Watching Powell and Pressburger’s The Tales of Hoffmann (1951) again at the weekend it occurred to me that the second act, The Tale of Giulietta, is the closest British cinema gets to the extravagant weirdness of Fellini Satyricon. Or it was until Velvet Goldmine… Lavish costumes and artificial decor, feasts, orgies, lust, betrayal, sorcery, a duel…it’s all there, even a spot of androgyny if you count Pamela Brown’s role as Nicklaus.
• Ludmilla Tchérina as Giulietta
• Robert Helpmann as Dapertutto
• Robert Rounseville as Hoffmann
• Léonide Massine as Schlemil
• Pamela Brown as Nicklaus
If this is on YouTube I don’t want to know. Do the artists a favour, watch their work on DVD.
Previously on { feuilleton }
• Diaghilev and the Ballets Russes
Why have I never seen this before? That must be remedied immediately! Thanks, John, for bringing this up.
You’re welcome! The whole film is great but this is the high point for me, I never tire of it.
Looks like Gilliam copped some ideas from this for Imaginarium especially the boat and steps shot.
2 pics below that reminds me of that film with some of Dante’s Inferno in it with Spencer Tracy
http://en.wikipedia.org/wiki/Dante's_Inferno_(1935_film)
Isn’t this a nice picture from it
http://www.hollywood-elsewhere.com/images/column/41509/dantes-inferno.jpg
you guys got greenaway, prosperos books and baby of macon are pretty satyriconish
Gabriel: I wrote a post about Harry Lachman’s film last year. Powell may have been deliberately quoting that since he knew Lachman in the 1920s when they both worked for Rex Ingram, and he mentions Lachman’s Inferno in his autobiography.
Adrian: Prospero’s Books is one of the few Greenaways I actually like. I won’t go into what I dislike about the others. Oddly enough Michael Powell tried to get a film of The Tempest made for years but things never worked out. If he’d managed it in the 1950s it would have looked a lot like this.
Okay, I just watched this and am glad I did. Wow! A visual feast, to say the least. Thanks again for the recommendation!
I haven’t seen this yet.
Shame that the Criterion collection DVD is out of print
http://www.criterion.com/films/748-the-tales-of-hoffmann
The cracked mirror image is also used by Gilliam in Imaginarium.
Sorry I must have missed your Lachman post
The cracked mirror occurs also in The Red Shoes when Anton Walbrook attacks his reflection in fury. I think in that film Powell was deliberately quoting the cracked mirror from the 1935 Student von Prag which starred Walbrook and features the same soul-stealing theme which is in found later in the Tale of Giulietta. Many familiar fantasy themes go back to ETA Hoffmann’s stories and many early German films are based on them.
And of course Gilliam did a bit of overkill on the cracked mirror in Brothers Grimm
http://www.youtube.com/watch?v=2-eqtPH4mLs
Something to discover, I do not know how, but I’ll try to see it.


What you are asked to do: Transcribe the following records exactly, images excluded.

Source information:
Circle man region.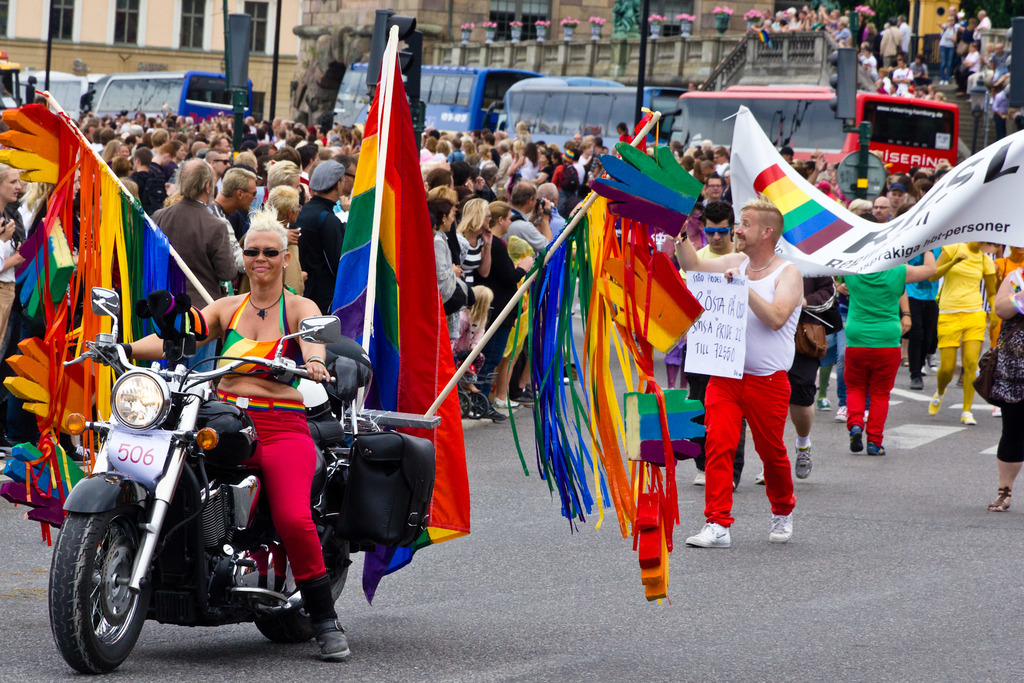
Region: pyautogui.locateOnScreen(208, 161, 268, 247).
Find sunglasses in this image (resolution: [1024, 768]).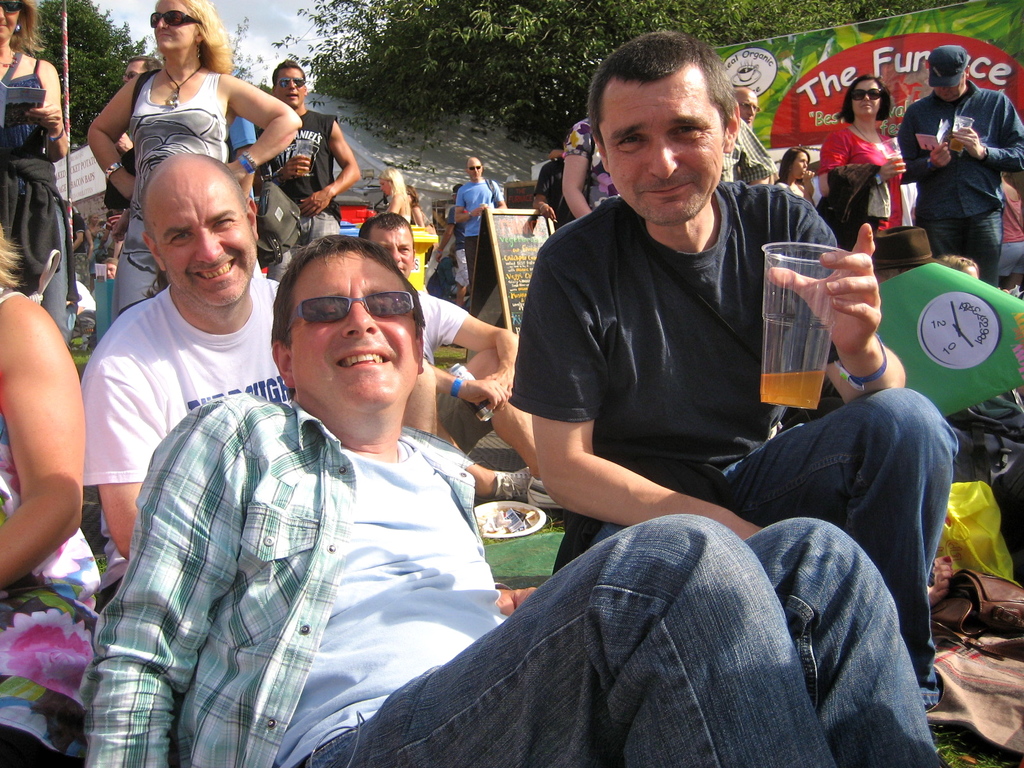
[x1=854, y1=88, x2=883, y2=102].
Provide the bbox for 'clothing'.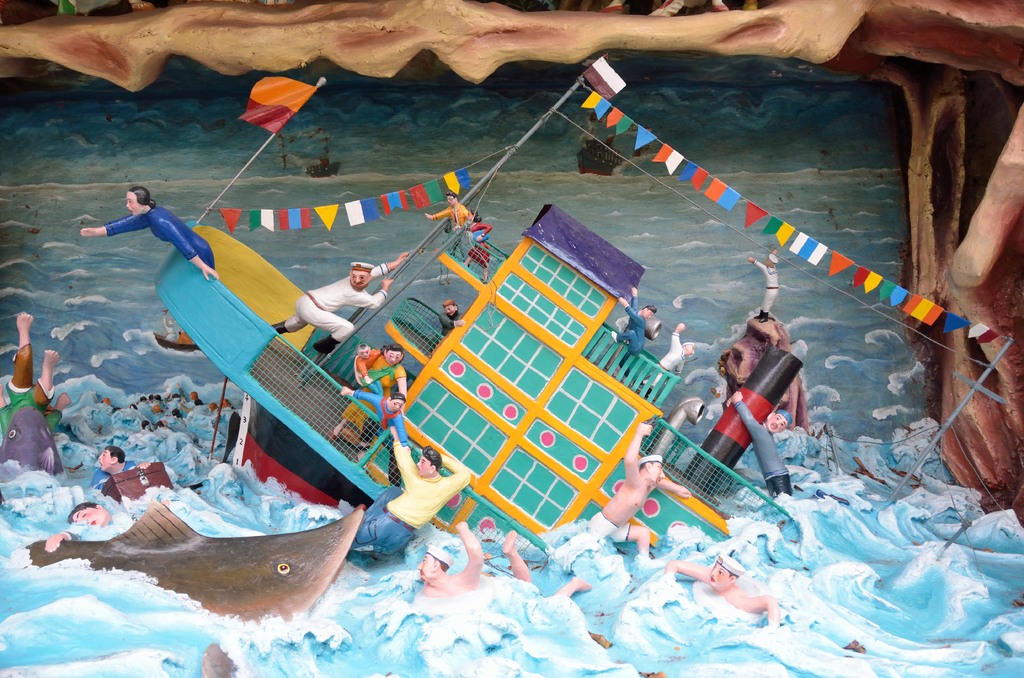
662, 328, 691, 380.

Task solution:
Circle man region.
Region: pyautogui.locateOnScreen(208, 161, 268, 247).
Find sunglasses in this image (resolution: [1024, 768]).
[x1=854, y1=88, x2=883, y2=102].
Provide the bbox for 'clothing'.
662, 328, 691, 380.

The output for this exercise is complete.